Commercial space firm launches first satellite for foreign client
CAS Space, a Beijing-based rocket maker owned by the Chinese Academy of Sciences, conducted the fifth flight of its Kinetica 1 rocket model on Monday afternoon, transporting 15 satellites, including one built by China for Oman, into space.
It marked the first time that a Chinese commercial space company has launched any satellite for a foreign client. It is also the first time that an Omani satellite has been successfully put into orbit.
The Kinetica 1-Y5 rocket lifted off at 12:03 pm from the Jiuquan Satellite Launch Center in the Gobi Desert and carried the satellites to their preset orbit, the company said in a news release.
The "Y5" in the designation code means it is the fifth in the rocket series.
Among the satellites launched by the rocket, the IRSS-1 was designed and built by the China Academy of Space Technology, a subsidiary of the State-owned space conglomerate China Aerospace Science and Technology Corp, for the Omani space industry startup Oman Lens.
The contract for the satellite's manufacturing and launch service was jointly signed by the China Great Wall Industry, CASC's international business wing, and the Omani company.
The IRSS-1 is equipped with artificial intelligence-enable computing apparatus that can process data and images in orbit, according to its designers.
The satellite is tasked with collecting data and images for land mapping, urban construction planning, forestry resources survey and disaster monitoring for the Middle Eastern nation.
The Kinetica 1 series conducted its debut flight at the Jiuquan spaceport in July 2022, making it the country's largest and most powerful solid-propellant rocket at the time.
The rocket has a length of 30 meters and a liftoff weight of 135 metric tons. It is capable of sending satellites with a combined weight of 1.5 tons to a typical sun-synchronous orbit about 500 kilometers above Earth.
To send the 15 satellites, CAS Space mounted a larger payload fairing, which holds and protects the spacecraft carried by a launch vehicle.
The payload fairings of the four previously launched Kinetica 1 rockets all had the same diameter of 2.65 meters. On the Kinetica 1-Y5, the diameter is 3.35 meters.

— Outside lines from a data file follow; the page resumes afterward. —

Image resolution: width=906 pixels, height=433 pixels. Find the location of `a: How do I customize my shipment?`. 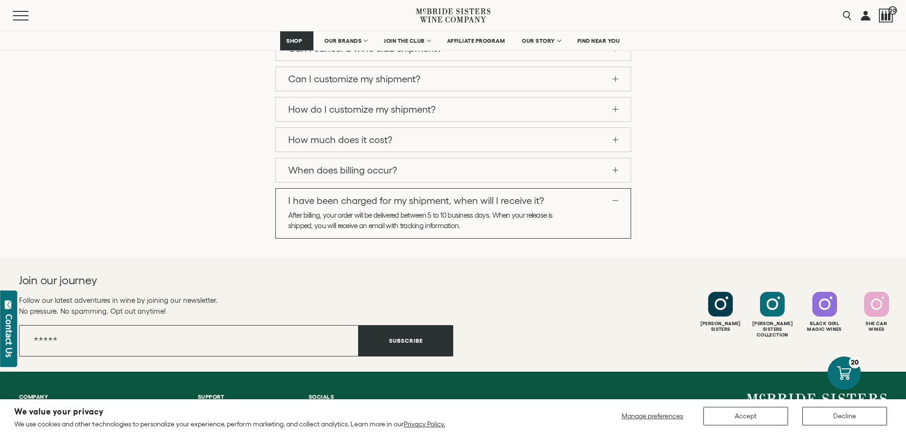

a: How do I customize my shipment? is located at coordinates (453, 109).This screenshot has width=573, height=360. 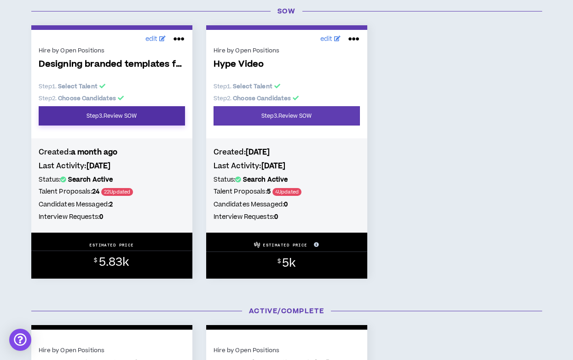 I want to click on b: a month ago, so click(x=94, y=152).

As of now, Kinetica 1 rockets have deployed a combined 57 satellites in space, boasting a 100-percent success rate.
CAS Space has begun to develop a new rocket, Kinetica 2, and plans to conduct its maiden flight in September 2025.
The Kinetica 2 will be a medium-lift, liquid-fuel rocket. The 53-meter new model will consist of a multistage core booster, which will have a diameter of 3.35 meters, and two side boosters.
It will have a liftoff weight of 628 tons, a maximum thrust of 766 tons and will be able to transport spacecraft with a combined weight of 7.8 tons to a sun-synchronous orbit or 12 tons to a low-Earth orbit.
After entering service, the Kinetica 2 will be used to transport the Qingzhou-series cargo spacecraft, which is now being developed at the Innovation Academy for Microsatellites of the Chinese Academy of Sciences, to China's Tiangong space station, according to CAS Space.